On March 4th I wrote: 'My overall view is that fears of economic Armageddon have been grossly exaggerated (and consequently equities grossly oversold), and that the unprecedented global fiscal and monetary stimulus will gain traction in the next few months, and generate a sub-par but real recovery, led by the US by early 2010. Depression talk, in the sense of a repeat of the economic extremes experienced in the 1930's, is hysterical nonsense.' To put that nonsense in perspective, and assuming realistically that the US economy is bottoming this quarter, the chart below looks at the loss in output in recessions over the last 70 years. Although the peak to trough loss in real GDP is the largest since the post-war slump in 1947 (which was a simple temporary result of booming war production being re-tooled for consumer demand) at 3.9% to date, it's only slightly bigger than the 3.2% in 1974-74 and 3.7% in 1957-58. Certainly, the downward trajectory of this recession was historically steep before unprecedented monetary and fiscal expansion was unleashed late last year, but the sheer scale of that expansion (in monetary terms six times that during the Depression) was pretty guaranteed to boost growth.
In many ways, as the first recession of the Internet age, I think the tightly coupled information links across the global economy exacerbated the pace of decline, as CFOs had 'one click' access to incoming sales data and to suppliers across the world. The classic inventory adjustment that fuels a recession occured almost in real time, and that may help explain why global trade fell far faster than the underlying economic data would have suggested likely. Notwithstanding the very real leverage and earnings issues that will constrain US consumers, that unprecedented connectivity may also work to the upside in a rebound. In a way, IT advances have made the real economy more like the stockmarket in terms of adjustment speed to macro changes, which when combined with just-in-time production and low buffer stocks will act to amplify economic gyrations over a cycle.

So where does that leave us now? The freefall sensation that made most consumers and businesses freeze investment decisions late last year is over, and about half of the paper wealth lost since the peak has been restored by the liquidity fueled rally in global financial markets since March. Confidence is a critical factor in the modern economy, and stabilizing asset prices are key to sustaining it, so to that extent very aggressive central bank policies have worked. The question is at what price. We will see a global economic recovery over the next few months, and it may seem surprisingly strong initially given the scale of potential industrial inventory restocking from extreme levels. But policy makers, by seeking to yet again 'innoculate' the US economy from a dose of capitalist creative destruction, and attempting to sustain the unsustainable in the form of excess consumption and chronic underinvestment, are likely to end up with a recovery that sputters within 12-18 months, at around the same time that inflationary pressures begin to surge. When trillions of dollars in new money supply is hosed over the world economy, the first inflationary impact is on asset prices, then the real economy, and only later on CPI. If you pump enough adrenaline into a comatose patient, the limbs start to twitch in a reflex action...but he's still in a coma.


#### Exercise goal
Please retype the listing exactly as it appears, skipping each picture.

#### Exercise material
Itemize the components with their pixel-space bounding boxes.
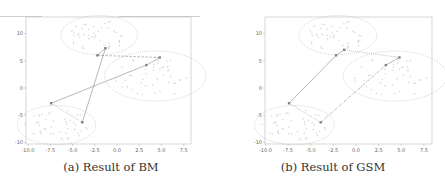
data-point — [36, 122, 38, 124]
waypoint-marker — [288, 102, 290, 104]
data-point — [315, 114, 317, 116]
data-point — [269, 132, 271, 134]
data-point — [137, 93, 139, 95]
waypoint-marker — [385, 64, 387, 66]
data-point — [380, 82, 382, 84]
data-point — [327, 38, 329, 40]
data-point — [358, 40, 360, 42]
data-point — [142, 94, 144, 96]
data-point — [78, 33, 80, 35]
cluster-boundary — [299, 16, 377, 55]
data-point — [330, 36, 332, 38]
data-point — [371, 89, 373, 91]
data-point — [121, 66, 123, 68]
data-point — [397, 60, 399, 62]
data-point — [402, 75, 404, 77]
x-tick-label: 0.0 — [113, 147, 121, 153]
data-point — [290, 120, 292, 122]
data-point — [397, 62, 399, 64]
x-tick-label: -5.0 — [68, 147, 78, 153]
data-point — [261, 124, 263, 126]
data-point — [279, 114, 281, 116]
data-point — [145, 85, 147, 87]
data-point — [153, 63, 155, 65]
data-point — [145, 73, 147, 75]
data-point — [272, 133, 274, 135]
cluster-boundary — [255, 105, 335, 144]
data-point — [119, 40, 121, 42]
data-point — [406, 60, 408, 62]
data-point — [306, 137, 308, 139]
data-point — [40, 133, 42, 135]
data-point — [300, 139, 302, 141]
x-tick-label: 5.0 — [158, 147, 166, 153]
data-point — [38, 114, 40, 116]
data-point — [311, 122, 313, 124]
data-point — [108, 21, 110, 23]
data-point — [24, 124, 26, 126]
data-point — [119, 45, 121, 47]
data-point — [79, 36, 81, 38]
data-point — [120, 35, 122, 37]
data-point — [376, 93, 378, 95]
data-point — [407, 69, 409, 71]
data-point — [107, 27, 109, 29]
data-point — [364, 79, 366, 81]
x-tick-label: 5.0 — [397, 147, 405, 153]
data-point — [170, 76, 172, 78]
data-point — [317, 135, 319, 137]
path-edge — [386, 57, 400, 65]
scatter-plot-gsm: -10.0-7.5-5.0-2.50.02.55.07.5-10-50510 — [222, 0, 445, 160]
data-point — [410, 60, 412, 62]
data-point — [157, 78, 159, 80]
data-point — [347, 42, 349, 44]
data-point — [109, 45, 111, 47]
data-point — [303, 132, 305, 134]
data-point — [73, 35, 75, 37]
data-point — [305, 110, 307, 112]
data-point — [348, 45, 350, 47]
waypoint-marker — [145, 64, 147, 66]
data-point — [276, 114, 278, 116]
data-point — [159, 69, 161, 71]
cluster-boundary — [61, 16, 138, 55]
data-point — [408, 82, 410, 84]
data-point — [370, 75, 372, 77]
x-tick-label: -10.0 — [259, 147, 272, 153]
data-point — [98, 30, 100, 32]
data-point — [168, 82, 170, 84]
data-point — [311, 33, 313, 35]
data-point — [401, 67, 403, 69]
data-point — [78, 135, 80, 137]
data-point — [48, 113, 50, 115]
caption-bm: (a) Result of BM — [0, 160, 222, 174]
data-point — [131, 89, 133, 91]
data-point — [91, 36, 93, 38]
data-point — [393, 66, 395, 68]
subfigure-bm: -10.0-7.5-5.0-2.50.02.55.07.5-10-50510 (… — [0, 0, 222, 184]
data-point — [140, 82, 142, 84]
data-point — [179, 80, 181, 82]
data-point — [88, 28, 90, 30]
data-point — [288, 133, 290, 135]
x-tick-label: -7.5 — [45, 147, 55, 153]
data-point — [311, 41, 313, 43]
data-point — [173, 82, 175, 84]
data-point — [368, 75, 370, 77]
data-point — [396, 78, 398, 80]
data-point — [157, 62, 159, 64]
y-tick-label: -10 — [254, 139, 262, 145]
data-point — [414, 93, 416, 95]
data-point — [53, 120, 55, 122]
data-point — [61, 138, 63, 140]
data-point — [80, 131, 82, 133]
data-point — [39, 124, 41, 126]
data-point — [75, 26, 77, 28]
data-point — [360, 35, 362, 37]
data-point — [59, 131, 61, 133]
data-point — [333, 37, 335, 39]
waypoint-marker — [81, 121, 83, 123]
data-point — [316, 133, 318, 135]
data-point — [81, 28, 83, 30]
y-tick-label: 0 — [20, 85, 23, 91]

#### Solution for this problem
Itemize the components with their pixel-space bounding boxes.
data-point — [36, 122, 38, 124]
waypoint-marker — [288, 102, 290, 104]
data-point — [315, 114, 317, 116]
data-point — [269, 132, 271, 134]
data-point — [137, 93, 139, 95]
waypoint-marker — [385, 64, 387, 66]
data-point — [380, 82, 382, 84]
data-point — [327, 38, 329, 40]
data-point — [358, 40, 360, 42]
data-point — [142, 94, 144, 96]
data-point — [78, 33, 80, 35]
cluster-boundary — [299, 16, 377, 55]
data-point — [330, 36, 332, 38]
data-point — [371, 89, 373, 91]
data-point — [121, 66, 123, 68]
data-point — [397, 60, 399, 62]
data-point — [402, 75, 404, 77]
x-tick-label: 0.0 — [113, 147, 121, 153]
data-point — [290, 120, 292, 122]
data-point — [397, 62, 399, 64]
x-tick-label: -5.0 — [68, 147, 78, 153]
data-point — [261, 124, 263, 126]
data-point — [279, 114, 281, 116]
data-point — [145, 85, 147, 87]
data-point — [153, 63, 155, 65]
data-point — [145, 73, 147, 75]
data-point — [272, 133, 274, 135]
cluster-boundary — [255, 105, 335, 144]
data-point — [119, 40, 121, 42]
data-point — [406, 60, 408, 62]
data-point — [306, 137, 308, 139]
data-point — [40, 133, 42, 135]
data-point — [300, 139, 302, 141]
x-tick-label: 5.0 — [158, 147, 166, 153]
data-point — [38, 114, 40, 116]
data-point — [311, 122, 313, 124]
data-point — [108, 21, 110, 23]
data-point — [24, 124, 26, 126]
data-point — [119, 45, 121, 47]
data-point — [79, 36, 81, 38]
data-point — [120, 35, 122, 37]
data-point — [376, 93, 378, 95]
data-point — [407, 69, 409, 71]
data-point — [107, 27, 109, 29]
data-point — [364, 79, 366, 81]
x-tick-label: 5.0 — [397, 147, 405, 153]
data-point — [170, 76, 172, 78]
data-point — [317, 135, 319, 137]
path-edge — [386, 57, 400, 65]
scatter-plot-gsm: -10.0-7.5-5.0-2.50.02.55.07.5-10-50510 — [222, 0, 445, 160]
data-point — [410, 60, 412, 62]
data-point — [157, 78, 159, 80]
data-point — [347, 42, 349, 44]
data-point — [109, 45, 111, 47]
data-point — [303, 132, 305, 134]
data-point — [73, 35, 75, 37]
data-point — [305, 110, 307, 112]
data-point — [348, 45, 350, 47]
waypoint-marker — [145, 64, 147, 66]
data-point — [276, 114, 278, 116]
data-point — [159, 69, 161, 71]
cluster-boundary — [61, 16, 138, 55]
data-point — [408, 82, 410, 84]
data-point — [370, 75, 372, 77]
x-tick-label: -10.0 — [259, 147, 272, 153]
data-point — [98, 30, 100, 32]
data-point — [168, 82, 170, 84]
data-point — [311, 33, 313, 35]
data-point — [401, 67, 403, 69]
data-point — [78, 135, 80, 137]
data-point — [48, 113, 50, 115]
caption-bm: (a) Result of BM — [0, 160, 222, 174]
data-point — [131, 89, 133, 91]
data-point — [91, 36, 93, 38]
data-point — [393, 66, 395, 68]
subfigure-bm: -10.0-7.5-5.0-2.50.02.55.07.5-10-50510 (… — [0, 0, 222, 184]
data-point — [140, 82, 142, 84]
data-point — [179, 80, 181, 82]
data-point — [88, 28, 90, 30]
data-point — [288, 133, 290, 135]
x-tick-label: -7.5 — [45, 147, 55, 153]
data-point — [311, 41, 313, 43]
data-point — [173, 82, 175, 84]
data-point — [368, 75, 370, 77]
data-point — [396, 78, 398, 80]
data-point — [157, 62, 159, 64]
y-tick-label: -10 — [254, 139, 262, 145]
data-point — [414, 93, 416, 95]
data-point — [53, 120, 55, 122]
data-point — [61, 138, 63, 140]
data-point — [80, 131, 82, 133]
data-point — [39, 124, 41, 126]
data-point — [75, 26, 77, 28]
data-point — [360, 35, 362, 37]
data-point — [59, 131, 61, 133]
data-point — [333, 37, 335, 39]
waypoint-marker — [81, 121, 83, 123]
data-point — [316, 133, 318, 135]
data-point — [81, 28, 83, 30]
y-tick-label: 0 — [20, 85, 23, 91]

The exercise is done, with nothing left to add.